Some of my friends at the Westminster Fraternal grew weary of the Doctor’s insistence on going over this ground at many sessions very very thoroughly, but they had no influence with him at all. It was a crucial matter as far as he was concerned. Then he came to Wales with the same determination, and got in touch with me. He arranged a meeting through the Evangelical Movement of Wales ministers’ committee to be held at Heath Evangelical Church at which the Welsh brethren were also to discuss this. He asked me to open up the question of ‘Growing into Union.’ He had hopes of me in those days because I had been at Westminster, and was a Calvinist and a young turk. But I let him down. I did not have the heart for the subject. I did not see the vitality of the issue. My generation was indebted to Jim Packer. I had read Fundamentalism and the Word of God in school before I went to university to study Biblical Studies, and that book helped to give me the Bible. We devoured and debated Packer’s introduction to the Death of Death in 1959 at University and it made things hum. Similarly his Evangelism and the Sovereignty of God was a clear light in that area of confusion for we new Calvinists. One can forgive a man much when one is in his debt. Packer is an Anglican after all. An Established Church, the Queen the head of the church, bishops and archbishops, altars and christenings? If they had swallowed that they would certainly be as muddled in any plans for ecumenical union. It is par for the course with the Church of England. You buy Stott for his fine commentaries and his wide reading of contemporary culture with its new voices. Stott saves you months of exploring blind allies by his wise opinions.
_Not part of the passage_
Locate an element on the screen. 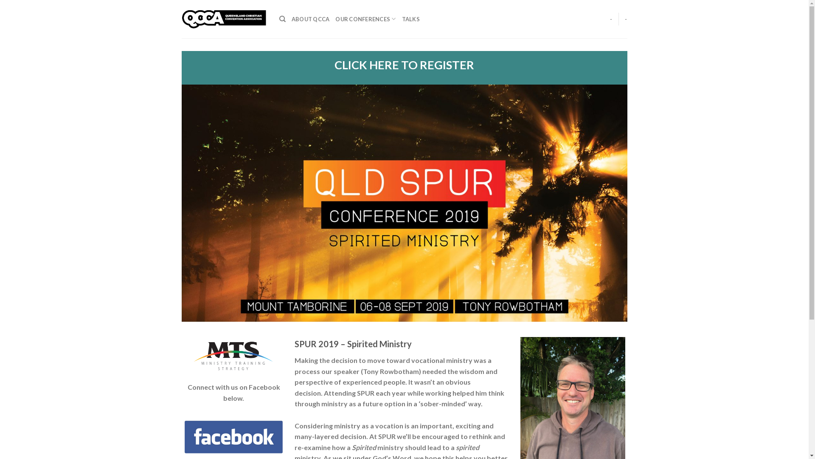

But when Stott or Packer write about church unity then include us out.
I wanted to hear the Doctor speak on preaching and pastoring not these pipe-dream schemes of union which were to come to nothing. But it was too great an honour to turn down so I spoke to those Welsh ministers on Packer’s scheme for unity — ‘Growing into Union.’ I was a great disappointment to the Doctor and a bore to the ministers present. My heart was not in it. The Anglican, David Samuel, had written an unanswerable review of the scheme in The Evangelical Magazine and I simply aped that. In the afternoon debate, sitting with the Doctor on the little stage in the back room in the Heath, I pleaded for Packer because of my debt to him, but the Doctor gently pulled my arguments apart. It is not a happy memory. I appreciate what the Doctor was doing now as I did not appreciate it then. He was right and I was wrong.
But as for some yokel underlings stirring the easy-going and gullible Doctor into a course of action he would have been wiser to have avoided — men who write that simply do not know the Doctor. He had friends and supporters whom he patiently taught whose blindness he sometimes groaned over, but we acolytes could no more influence him than the moon give light to the sun.
This approach to Lloyd-Jones and the events of the 60’s and 70’s which has now become the received tradition of Christopher Catherwood and McGrath and now Letham was well answered by Graham Harrison in this year’s Westminster Conference paper of his on Dr Lloyd-Jones. It reminds one of men who reject the Lord Jesus protesting that they respect him but despise his pathetic followers — they want Jesus but not Paul etc — and it is not honest.
Dr Lloyd-Jones himself saw the ecclesiological inconsistencies in both J. I. Packer and in John Stott and their subsequent writings have exonerated the Doctor’s insights.